RogerS
Established Member
I was looking for a way to add a longer fence to my mitre-saw. Something that would give me accuracy and repeatability. It seemed to me a toss-up between going down the route of an aluminium extrusion with built-in scales etc. Maybe some Incra stuff? But then Incra scales are in inches and I'm metric. And it all seemed quite expensive particularly as I was after a long fence around 2m. So I decided to make my own when I saw the Perfect Stop from Axminster.
This is it in the Axminster catalogue. Looks quite neat, eh? No dimensions given that I could see on the Axminster site so I went ahead anyway. I was hoping for something fairly small...a bit like an Incra Shop Stop if you're familiar with that.
This is what I got.
A wellmade jig out of aluminium with two lenses at either end for reading the scale and two micro-adjustable stops. The knurled knob is on a screw thread and as you tighten it, the two halves slide together and clamp over your fence.
Still no idea of size, huh? Well, this may help!
That's a No 4 plane alongside and so, yes, the Perfect Stop is huge. It needs a fence about 6cm high by 5 cm wide. That's chunky.
How well does it work in practice? It does the business and clamps securely. I found the lenses distorted the image and weren't very clear. Lots of internal reflections but possibly that is down to bad lighting on my part but to give you some idea....
..sorry about the out of focus shot but it should give you some idea of what I'm talking about.
The picture also shows the downside to my homemade fence as the scale has to be put on upside down. In theory, the micro-adjusters can accomodate any minor variation due to changing blade thickness. I will create a standard known length of timber and use that to zero in whenever I change blade.
Finally here is the business end.
This is it in the Axminster catalogue. Looks quite neat, eh? No dimensions given that I could see on the Axminster site so I went ahead anyway. I was hoping for something fairly small...a bit like an Incra Shop Stop if you're familiar with that.
This is what I got.
A wellmade jig out of aluminium with two lenses at either end for reading the scale and two micro-adjustable stops. The knurled knob is on a screw thread and as you tighten it, the two halves slide together and clamp over your fence.
Still no idea of size, huh? Well, this may help!
That's a No 4 plane alongside and so, yes, the Perfect Stop is huge. It needs a fence about 6cm high by 5 cm wide. That's chunky.
How well does it work in practice? It does the business and clamps securely. I found the lenses distorted the image and weren't very clear. Lots of internal reflections but possibly that is down to bad lighting on my part but to give you some idea....
..sorry about the out of focus shot but it should give you some idea of what I'm talking about.
The picture also shows the downside to my homemade fence as the scale has to be put on upside down. In theory, the micro-adjusters can accomodate any minor variation due to changing blade thickness. I will create a standard known length of timber and use that to zero in whenever I change blade.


What you will do: As you look over the data below, please find each line where the word "Program" appears, then copy it.

─── Source material ───

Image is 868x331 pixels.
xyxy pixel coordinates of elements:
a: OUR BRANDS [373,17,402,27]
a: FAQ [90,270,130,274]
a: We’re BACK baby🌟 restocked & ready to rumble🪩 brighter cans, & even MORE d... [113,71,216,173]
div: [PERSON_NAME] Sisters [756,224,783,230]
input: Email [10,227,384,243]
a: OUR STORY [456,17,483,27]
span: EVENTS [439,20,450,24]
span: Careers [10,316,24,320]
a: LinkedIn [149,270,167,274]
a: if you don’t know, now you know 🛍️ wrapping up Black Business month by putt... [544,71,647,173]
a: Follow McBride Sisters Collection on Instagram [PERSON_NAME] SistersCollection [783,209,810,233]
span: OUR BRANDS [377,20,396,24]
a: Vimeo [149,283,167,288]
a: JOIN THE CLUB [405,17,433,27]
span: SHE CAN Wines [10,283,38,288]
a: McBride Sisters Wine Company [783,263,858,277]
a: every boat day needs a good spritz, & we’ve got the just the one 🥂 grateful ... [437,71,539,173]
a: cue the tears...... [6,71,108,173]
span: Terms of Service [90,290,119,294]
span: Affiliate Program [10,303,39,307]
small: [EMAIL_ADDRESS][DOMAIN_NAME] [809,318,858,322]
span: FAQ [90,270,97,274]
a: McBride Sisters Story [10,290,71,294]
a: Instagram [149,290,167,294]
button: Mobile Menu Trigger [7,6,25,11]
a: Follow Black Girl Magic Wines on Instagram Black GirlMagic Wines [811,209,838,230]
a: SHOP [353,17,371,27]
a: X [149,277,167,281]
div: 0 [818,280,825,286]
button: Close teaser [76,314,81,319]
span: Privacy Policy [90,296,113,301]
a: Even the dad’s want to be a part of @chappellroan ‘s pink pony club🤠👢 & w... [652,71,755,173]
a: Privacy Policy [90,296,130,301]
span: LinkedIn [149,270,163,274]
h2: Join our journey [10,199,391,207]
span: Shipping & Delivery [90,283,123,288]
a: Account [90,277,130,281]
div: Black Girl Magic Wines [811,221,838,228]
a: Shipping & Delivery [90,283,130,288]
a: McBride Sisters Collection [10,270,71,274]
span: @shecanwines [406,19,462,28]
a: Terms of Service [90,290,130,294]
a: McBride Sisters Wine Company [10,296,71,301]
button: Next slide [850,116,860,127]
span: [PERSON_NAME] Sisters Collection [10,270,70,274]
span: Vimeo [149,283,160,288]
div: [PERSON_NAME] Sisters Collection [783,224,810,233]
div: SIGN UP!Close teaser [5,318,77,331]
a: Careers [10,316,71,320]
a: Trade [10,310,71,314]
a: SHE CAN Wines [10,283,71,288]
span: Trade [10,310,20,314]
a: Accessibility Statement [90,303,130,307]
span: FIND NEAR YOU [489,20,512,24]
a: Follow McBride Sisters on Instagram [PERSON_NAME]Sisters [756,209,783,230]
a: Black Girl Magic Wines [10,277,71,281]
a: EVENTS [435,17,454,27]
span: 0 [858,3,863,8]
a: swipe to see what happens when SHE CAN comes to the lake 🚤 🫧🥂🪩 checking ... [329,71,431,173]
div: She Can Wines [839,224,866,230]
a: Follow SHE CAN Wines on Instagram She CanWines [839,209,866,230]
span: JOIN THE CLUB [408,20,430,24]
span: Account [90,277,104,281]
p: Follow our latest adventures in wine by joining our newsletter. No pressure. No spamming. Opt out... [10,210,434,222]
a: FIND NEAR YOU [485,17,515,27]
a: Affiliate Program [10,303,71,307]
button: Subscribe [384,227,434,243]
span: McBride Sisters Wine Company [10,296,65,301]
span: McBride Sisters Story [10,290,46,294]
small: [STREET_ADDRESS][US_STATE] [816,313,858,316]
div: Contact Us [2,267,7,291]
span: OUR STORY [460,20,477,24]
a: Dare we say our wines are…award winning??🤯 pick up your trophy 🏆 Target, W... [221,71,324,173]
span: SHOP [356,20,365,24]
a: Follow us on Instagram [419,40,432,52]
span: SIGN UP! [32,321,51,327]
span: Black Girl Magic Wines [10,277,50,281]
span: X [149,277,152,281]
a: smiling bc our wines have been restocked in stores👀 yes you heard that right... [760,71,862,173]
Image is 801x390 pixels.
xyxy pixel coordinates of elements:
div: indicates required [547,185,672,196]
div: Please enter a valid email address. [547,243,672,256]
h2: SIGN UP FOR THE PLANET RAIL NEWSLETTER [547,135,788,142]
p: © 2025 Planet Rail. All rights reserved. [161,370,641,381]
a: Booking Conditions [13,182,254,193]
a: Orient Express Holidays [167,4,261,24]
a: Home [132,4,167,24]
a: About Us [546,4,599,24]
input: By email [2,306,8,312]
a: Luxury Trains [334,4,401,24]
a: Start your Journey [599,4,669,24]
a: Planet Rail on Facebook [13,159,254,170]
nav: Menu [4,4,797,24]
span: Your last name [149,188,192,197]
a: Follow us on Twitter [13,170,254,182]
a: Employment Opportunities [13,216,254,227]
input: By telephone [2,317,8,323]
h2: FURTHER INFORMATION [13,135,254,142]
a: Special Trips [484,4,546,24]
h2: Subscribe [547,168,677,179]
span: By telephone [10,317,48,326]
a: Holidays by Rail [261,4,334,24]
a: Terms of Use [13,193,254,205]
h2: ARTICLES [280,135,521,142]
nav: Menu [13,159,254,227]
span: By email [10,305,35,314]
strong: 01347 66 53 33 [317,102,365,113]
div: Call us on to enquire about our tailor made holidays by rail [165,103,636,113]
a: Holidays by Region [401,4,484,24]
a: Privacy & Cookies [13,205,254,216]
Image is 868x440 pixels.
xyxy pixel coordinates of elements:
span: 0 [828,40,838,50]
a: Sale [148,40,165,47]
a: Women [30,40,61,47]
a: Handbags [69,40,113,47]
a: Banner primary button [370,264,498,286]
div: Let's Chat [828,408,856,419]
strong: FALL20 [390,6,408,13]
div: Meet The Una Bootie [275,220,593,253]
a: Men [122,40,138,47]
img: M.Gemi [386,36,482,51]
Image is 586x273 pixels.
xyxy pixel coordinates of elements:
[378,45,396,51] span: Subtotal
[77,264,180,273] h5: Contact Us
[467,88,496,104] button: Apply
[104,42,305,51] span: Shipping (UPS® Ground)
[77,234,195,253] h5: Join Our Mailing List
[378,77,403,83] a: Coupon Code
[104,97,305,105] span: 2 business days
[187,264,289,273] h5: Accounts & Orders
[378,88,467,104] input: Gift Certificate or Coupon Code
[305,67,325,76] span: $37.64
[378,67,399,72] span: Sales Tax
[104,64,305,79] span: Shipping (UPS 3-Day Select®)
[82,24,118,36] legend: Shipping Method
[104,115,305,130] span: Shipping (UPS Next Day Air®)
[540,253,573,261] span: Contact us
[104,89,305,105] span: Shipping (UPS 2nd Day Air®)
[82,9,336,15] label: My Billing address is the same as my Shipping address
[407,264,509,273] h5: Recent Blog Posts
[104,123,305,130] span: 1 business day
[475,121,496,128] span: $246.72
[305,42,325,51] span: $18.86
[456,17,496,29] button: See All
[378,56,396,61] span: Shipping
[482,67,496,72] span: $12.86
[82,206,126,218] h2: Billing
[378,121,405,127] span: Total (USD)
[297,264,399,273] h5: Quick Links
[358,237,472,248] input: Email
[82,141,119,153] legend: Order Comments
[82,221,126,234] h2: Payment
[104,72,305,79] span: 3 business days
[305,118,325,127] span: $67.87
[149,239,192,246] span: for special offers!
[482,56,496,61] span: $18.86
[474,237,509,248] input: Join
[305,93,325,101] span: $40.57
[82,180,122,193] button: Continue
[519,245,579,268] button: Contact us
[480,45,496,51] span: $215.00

───

Expected answer:
span: Affiliate Program [10,303,39,307]
a: Affiliate Program [10,303,71,307]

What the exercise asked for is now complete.